Gut health is linked to the rest of the body. (Pixabay/Cassiopeia Arts)
For the first time, bacteria in the gut have been shown by researchers to play a direct role in the human immune system by impacting levels of white blood cells, potentially opening doors for improvements in immunotherapy.
The findings, published in Nature in November, represent a unique look into the wide-ranging effects of gut inhabitants on the human body.
Led by researchers at a New York-based cancer center, the study involved crunching 17 years’ worth of medical data from hundreds of cancer patients receiving bone-marrow transplants. The information was used to build a mathematical model that could determine how the presence of individual strains of gut bacteria caused changes in white blood cell counts, the most-detailed analysis ever of their interactions.
Numerous rat and mouse studies had previously shown that the gut microbiome — the community of bacteria and other organisms living in the digestive tract of humans — is an important part of immune-system function. The rodent research relied on wiping clean the test subjects’ microbiomes, a level of intervention not usually possible in humans during a controlled experiment, said Jonas Schluter, a professor at New York University’s Institute for Computational Medicine and the study’s lead author.
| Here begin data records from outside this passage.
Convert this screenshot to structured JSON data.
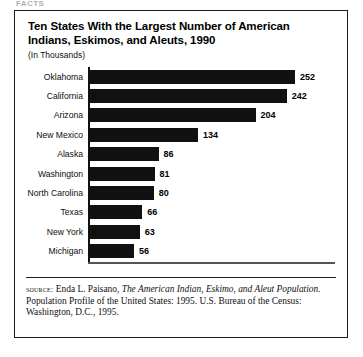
{
  "page": {
    "running_head": "FACTS"
  },
  "figure": {
    "title": "Ten States With the Largest Number of American Indians, Eskimos, and Aleuts, 1990",
    "subtitle": "(In Thousands)",
    "source": {
      "label": "source:",
      "author": "Enda L. Paisano,",
      "work_italic": "The American Indian, Eskimo, and Aleut Population.",
      "rest": "Population Profile of the United States: 1995. U.S. Bureau of the Census: Washington, D.C., 1995."
    }
  },
  "chart_data": {
    "type": "bar",
    "orientation": "horizontal",
    "title": "Ten States With the Largest Number of American Indians, Eskimos, and Aleuts, 1990",
    "subtitle": "(In Thousands)",
    "xlabel": "",
    "ylabel": "",
    "units": "thousands",
    "xlim": [
      0,
      300
    ],
    "grid": false,
    "legend": false,
    "bar_color": "#111111",
    "categories": [
      "Oklahoma",
      "California",
      "Arizona",
      "New Mexico",
      "Alaska",
      "Washington",
      "North Carolina",
      "Texas",
      "New York",
      "Michigan"
    ],
    "values": [
      252,
      242,
      204,
      134,
      86,
      81,
      80,
      66,
      63,
      56
    ],
    "bars": [
      {
        "category": "Oklahoma",
        "value": 252,
        "label": "252"
      },
      {
        "category": "California",
        "value": 242,
        "label": "242"
      },
      {
        "category": "Arizona",
        "value": 204,
        "label": "204"
      },
      {
        "category": "New Mexico",
        "value": 134,
        "label": "134"
      },
      {
        "category": "Alaska",
        "value": 86,
        "label": "86"
      },
      {
        "category": "Washington",
        "value": 81,
        "label": "81"
      },
      {
        "category": "North Carolina",
        "value": 80,
        "label": "80"
      },
      {
        "category": "Texas",
        "value": 66,
        "label": "66"
      },
      {
        "category": "New York",
        "value": 63,
        "label": "63"
      },
      {
        "category": "Michigan",
        "value": 56,
        "label": "56"
      }
    ]
  }
}
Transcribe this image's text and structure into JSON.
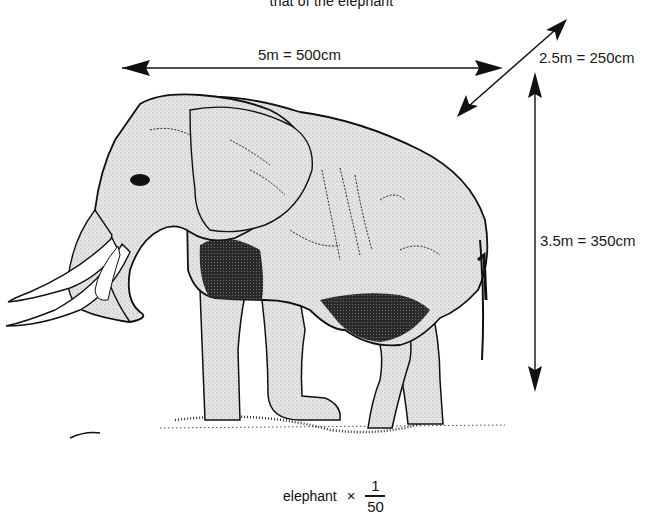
{
  "figure": {
    "caption_top": "that of the elephant",
    "subject": "elephant",
    "dimensions": {
      "length": {
        "label": "5m = 500cm",
        "meters": 5,
        "centimeters": 500,
        "orientation": "horizontal"
      },
      "width": {
        "label": "2.5m = 250cm",
        "meters": 2.5,
        "centimeters": 250,
        "orientation": "diagonal"
      },
      "height": {
        "label": "3.5m = 350cm",
        "meters": 3.5,
        "centimeters": 350,
        "orientation": "vertical"
      }
    },
    "scale": {
      "subject_label": "elephant",
      "operator": "×",
      "numerator": "1",
      "denominator": "50"
    },
    "icons": {
      "arrow": "double-headed-arrow",
      "illustration": "elephant-drawing"
    },
    "colors": {
      "ink": "#111111",
      "paper": "#ffffff",
      "hatch": "#d9d9d9"
    }
  }
}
Instead, he and his colleagues turned to the medical records of blood-cancer patients receiving new stem cells via bone-marrow transplants at the Memorial Sloan Kettering Cancer Center. The transplants, in addition to chemotherapy, wipe out immune cells and require the temporary use of antibiotics, which prevent and treat infections but also destroy many bacteria in the gut. These “massive perturbations” in both the immune system and gut microbiome made the patients valuable sources of data, Schluter said.
“Because it's such a highly dynamic process with repeatedly observed dynamics over time,” Schluter said, “We can then ... sample the microbiome in these patients and see if there's any correspondence between these weakened immune system reconstitution trajectories and the gut microbiome present in these patients.”
Schluter, a postdoctoral researcher at the cancer center during the research, created a statistical model to track how both systems changed over time within nearly 2,000 patients from 2003 to 2019. The model was applied to measurements of white blood cells from more than 20,000 blood samples and of the populations of several bacterial strains in the gut from more than 10,000 stool samples.
This high-resolution analysis led the researchers to conclude that numerous gut bacteria caused either increases or decreases in different kinds of white blood cells when present in the gut, including Faecalibacterium prausnitzii, one of the most prevalent members of the microbiome.
The passage of time captured by the findings allowed the team to conclude that these relationships are causal, save for potential confounding factors such as diet.
The evolutionary history of humans and their gut microbiomes provides crucial context to understanding their current relationship and developing treatments, Schluter explained. He said gut bacteria have evolved not in the dedicated service of human beings, like organs have, but instead for their own survival within the body’s constraints.
Although humans and the gut microbiome have adapted to function alongside each other — as demonstrated in this study — the bacteria are not necessarily looking out for their hosts, an evolutionary attitude crucial to understanding their modern functions, Schluter said.
“I feel that we need to have this thorough rooting of microbiome research in evolutionary ecological theory to make sense of this complicated community of selfish microorganisms inside of our intestines and elsewhere if we want to develop a therapeutic target,” the NYU professor said.
Schluter said his team’s study opens up new lines of inquiry into the gut bacteria that interact with the immune system, and that other researchers can conduct additional analysis on the cancer-patient dataset. He is currently involved in research investigating the molecular mechanisms behind the interactions with the hope of harnessing them to design a therapy.
Schluter is also interested in applying the new mathematical methods to study the gut microbiome’s role in maintaining homeostasis: By putting even a single person “under the microscope” with numerous measurements over time, he said, one may discover new systems and relationships within the human body that could lead to new treatments.
“In an ideal world, I'd measure every single thing every minute of your day in 1,000 patients over a year, and then we just run a gigantic model of all of this,” Schluter said.
The article “The gut microbiota is associated with immune cell dynamics in humans” was published Nov. 25 in Nature. The authors of the study were Jonas Schluter, New York University; Jonathan Peled, Bradford Taylor, Kate Markey, Melody Smith, Ying Taur, Anqi Dai, Emily Fontana, Luigi Amoretti, Roberta Wright, Sejal Morjaria, Maly Fenelus, Melissa Pessin, Tobias Hohl, Miguel-Angel Perales, Marcel van den Brink and Joao Xavier, Memorial Sloan Kettering Cancer Center; Rene Niehus, Harvard University; Anna Staffas, University of Gothenburg; and Nelson Chao, Meagan Lew, Lauren Bohannon, Amy Bush and Anthony Sung, Duke University. The lead author was Jonas Schluter.